78 Days
Three sisters film each other through wartime in this touching coming-of-age tale.
82'
Serbia
IFFR 2024
Christian Salmon’s non-fiction book Storytelling outlines the madness of the modern neoliberal business model: constantly disrupting itself and tearing down tradition, yet demanding the total emotional investment of each worker. These conditions have definitely been internalised by the Swedish employees in It is Lit and it shows in their confused, contradictory, even sociopathic behaviours. Especially in Johan, who fears every new move in the company and plots accordingly – while hearing phantom noises of long-ago building operations. He is motivated by the dream of owning a castle – but his fantasy is erected on quicksand.
Viktor Israel Strand’s black-and-white, low-budget, jump-cut heavy film shows the bleak, melancholic, nightmarish underside of satirical ‘office comedies’ like The Boss of It All (Lars von Trier, 2006). Here there is no physical office as such: as in an early Fassbinder movie, the characters meander, gather at forlorn outdoor sites and cower under the night sky. The fragmentation of the narrative mirrors the decentredness of contemporary working conditions. Eventually reality itself dissolves. Basic human interaction is, naturally enough, the first thing to suffer in this hellish regime: Johan keeps tentatively poking his companions to check if they are actually present. The Big Question: is Johan himself even present?
– Adrian Martin
IFFR 2024
Programme IFFR 2024
A selection of feature-length debuts, characterised by original subject matter and an individual style, representing the cutting edge of contemporary filmmaking.
Read more about this programmeThree sisters film each other through wartime in this touching coming-of-age tale.
82'
Serbia
IFFR 2024
A dysfunctional love affair proffers hope in the gloom in Guido Coppis’ debut feature.
105'
Netherlands
IFFR 2024
An urgent, bold and composed rallying cry against sexual violence in the Japanese film industry.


REQUIRED ACTION: Among the entries below, count the lines holding the string "chart". Respond with the number alone.

= = = = =

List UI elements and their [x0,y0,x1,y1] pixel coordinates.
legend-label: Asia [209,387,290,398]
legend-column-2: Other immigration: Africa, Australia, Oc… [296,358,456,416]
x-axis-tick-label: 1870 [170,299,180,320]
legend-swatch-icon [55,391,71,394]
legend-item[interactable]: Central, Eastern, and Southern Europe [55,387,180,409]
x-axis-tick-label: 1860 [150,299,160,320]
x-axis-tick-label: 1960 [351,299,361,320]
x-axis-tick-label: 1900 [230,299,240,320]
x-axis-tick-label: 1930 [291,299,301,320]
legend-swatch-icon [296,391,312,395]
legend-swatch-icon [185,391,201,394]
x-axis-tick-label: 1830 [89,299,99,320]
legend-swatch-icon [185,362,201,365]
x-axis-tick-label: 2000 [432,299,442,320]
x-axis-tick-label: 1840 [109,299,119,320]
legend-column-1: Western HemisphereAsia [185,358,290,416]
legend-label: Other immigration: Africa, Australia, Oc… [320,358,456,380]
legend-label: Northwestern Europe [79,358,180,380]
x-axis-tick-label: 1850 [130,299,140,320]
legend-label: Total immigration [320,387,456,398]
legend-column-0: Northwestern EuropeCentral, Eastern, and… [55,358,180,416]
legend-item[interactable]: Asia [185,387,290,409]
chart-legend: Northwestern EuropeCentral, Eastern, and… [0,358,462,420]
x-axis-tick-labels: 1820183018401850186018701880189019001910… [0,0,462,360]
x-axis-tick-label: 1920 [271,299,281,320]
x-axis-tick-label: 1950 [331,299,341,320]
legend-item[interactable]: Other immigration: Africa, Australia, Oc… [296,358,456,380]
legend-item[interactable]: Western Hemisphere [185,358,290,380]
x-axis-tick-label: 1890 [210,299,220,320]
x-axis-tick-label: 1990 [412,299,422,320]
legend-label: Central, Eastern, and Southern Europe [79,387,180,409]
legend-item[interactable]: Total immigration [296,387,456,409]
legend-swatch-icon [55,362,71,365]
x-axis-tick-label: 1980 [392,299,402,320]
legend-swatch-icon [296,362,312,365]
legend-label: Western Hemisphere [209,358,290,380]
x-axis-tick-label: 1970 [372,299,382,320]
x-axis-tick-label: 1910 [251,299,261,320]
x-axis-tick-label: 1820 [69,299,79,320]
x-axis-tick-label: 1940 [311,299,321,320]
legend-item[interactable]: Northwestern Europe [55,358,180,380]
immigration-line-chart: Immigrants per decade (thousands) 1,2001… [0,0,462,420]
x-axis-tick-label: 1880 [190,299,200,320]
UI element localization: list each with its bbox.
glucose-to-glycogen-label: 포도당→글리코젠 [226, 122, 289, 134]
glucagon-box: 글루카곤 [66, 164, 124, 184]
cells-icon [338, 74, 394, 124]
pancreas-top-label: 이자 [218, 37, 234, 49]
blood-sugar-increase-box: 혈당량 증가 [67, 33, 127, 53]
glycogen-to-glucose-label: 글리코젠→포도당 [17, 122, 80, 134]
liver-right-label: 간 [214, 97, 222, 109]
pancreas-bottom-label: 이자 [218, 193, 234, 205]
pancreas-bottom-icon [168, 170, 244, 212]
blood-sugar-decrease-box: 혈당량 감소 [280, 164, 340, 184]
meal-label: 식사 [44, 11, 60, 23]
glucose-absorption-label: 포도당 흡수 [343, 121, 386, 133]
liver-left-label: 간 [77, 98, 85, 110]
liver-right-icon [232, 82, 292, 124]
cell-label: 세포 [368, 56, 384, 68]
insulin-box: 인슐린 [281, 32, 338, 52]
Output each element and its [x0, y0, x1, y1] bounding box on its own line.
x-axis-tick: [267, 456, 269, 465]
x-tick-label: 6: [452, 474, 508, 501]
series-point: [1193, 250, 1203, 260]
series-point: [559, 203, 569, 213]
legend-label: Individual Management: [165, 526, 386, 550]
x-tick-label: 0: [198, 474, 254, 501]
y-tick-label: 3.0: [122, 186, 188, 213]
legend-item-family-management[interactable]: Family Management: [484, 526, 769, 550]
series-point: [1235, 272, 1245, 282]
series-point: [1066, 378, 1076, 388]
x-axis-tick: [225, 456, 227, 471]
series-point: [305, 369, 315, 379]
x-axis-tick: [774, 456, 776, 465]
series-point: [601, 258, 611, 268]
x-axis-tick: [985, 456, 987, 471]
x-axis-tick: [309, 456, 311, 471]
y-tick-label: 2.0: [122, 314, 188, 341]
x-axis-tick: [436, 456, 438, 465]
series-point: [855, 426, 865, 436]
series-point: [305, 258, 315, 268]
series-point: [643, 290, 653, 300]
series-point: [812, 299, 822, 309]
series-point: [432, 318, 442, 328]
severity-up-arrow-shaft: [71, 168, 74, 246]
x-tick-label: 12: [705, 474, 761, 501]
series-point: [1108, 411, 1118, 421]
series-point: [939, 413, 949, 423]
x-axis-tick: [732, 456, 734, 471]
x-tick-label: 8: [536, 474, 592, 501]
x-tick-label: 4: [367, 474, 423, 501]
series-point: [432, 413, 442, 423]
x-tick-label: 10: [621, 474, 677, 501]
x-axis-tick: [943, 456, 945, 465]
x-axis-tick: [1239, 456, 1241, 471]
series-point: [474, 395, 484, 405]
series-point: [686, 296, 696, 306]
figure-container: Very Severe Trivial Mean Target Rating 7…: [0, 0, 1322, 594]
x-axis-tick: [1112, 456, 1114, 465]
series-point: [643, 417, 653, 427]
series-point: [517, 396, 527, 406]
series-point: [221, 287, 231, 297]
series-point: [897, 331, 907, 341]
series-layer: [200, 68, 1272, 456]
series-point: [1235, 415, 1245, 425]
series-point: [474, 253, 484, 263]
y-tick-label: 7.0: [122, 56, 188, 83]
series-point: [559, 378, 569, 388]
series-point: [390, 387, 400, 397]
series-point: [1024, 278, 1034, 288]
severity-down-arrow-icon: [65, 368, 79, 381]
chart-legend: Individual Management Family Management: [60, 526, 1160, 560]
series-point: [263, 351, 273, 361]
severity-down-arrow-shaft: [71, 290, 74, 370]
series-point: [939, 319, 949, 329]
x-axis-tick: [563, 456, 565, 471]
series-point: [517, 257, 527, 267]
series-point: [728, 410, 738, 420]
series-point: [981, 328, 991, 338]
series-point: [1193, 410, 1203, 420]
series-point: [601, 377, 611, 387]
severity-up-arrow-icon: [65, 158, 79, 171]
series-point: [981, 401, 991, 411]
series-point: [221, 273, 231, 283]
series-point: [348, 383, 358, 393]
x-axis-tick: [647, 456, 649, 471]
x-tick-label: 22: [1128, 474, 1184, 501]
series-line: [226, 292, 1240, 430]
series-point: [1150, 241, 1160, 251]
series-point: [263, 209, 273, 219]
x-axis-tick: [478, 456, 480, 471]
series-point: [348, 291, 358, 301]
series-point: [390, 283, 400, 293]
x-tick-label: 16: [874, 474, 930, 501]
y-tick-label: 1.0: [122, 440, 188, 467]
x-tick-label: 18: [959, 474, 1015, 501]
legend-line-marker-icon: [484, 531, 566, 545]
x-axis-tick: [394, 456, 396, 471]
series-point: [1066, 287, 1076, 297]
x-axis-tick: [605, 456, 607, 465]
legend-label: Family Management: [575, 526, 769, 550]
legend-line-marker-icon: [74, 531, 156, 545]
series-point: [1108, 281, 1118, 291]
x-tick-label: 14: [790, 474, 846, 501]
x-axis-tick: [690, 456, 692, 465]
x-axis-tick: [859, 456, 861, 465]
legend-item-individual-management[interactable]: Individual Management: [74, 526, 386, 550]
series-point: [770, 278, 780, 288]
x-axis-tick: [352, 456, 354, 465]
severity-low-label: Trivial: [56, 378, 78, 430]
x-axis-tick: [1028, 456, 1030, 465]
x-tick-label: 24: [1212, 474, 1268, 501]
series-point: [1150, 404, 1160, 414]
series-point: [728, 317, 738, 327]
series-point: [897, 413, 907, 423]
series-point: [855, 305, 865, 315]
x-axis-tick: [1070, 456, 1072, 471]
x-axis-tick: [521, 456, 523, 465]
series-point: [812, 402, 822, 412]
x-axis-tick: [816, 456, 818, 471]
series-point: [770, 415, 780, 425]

= = = = =

PROBLEM SOLUTION: 3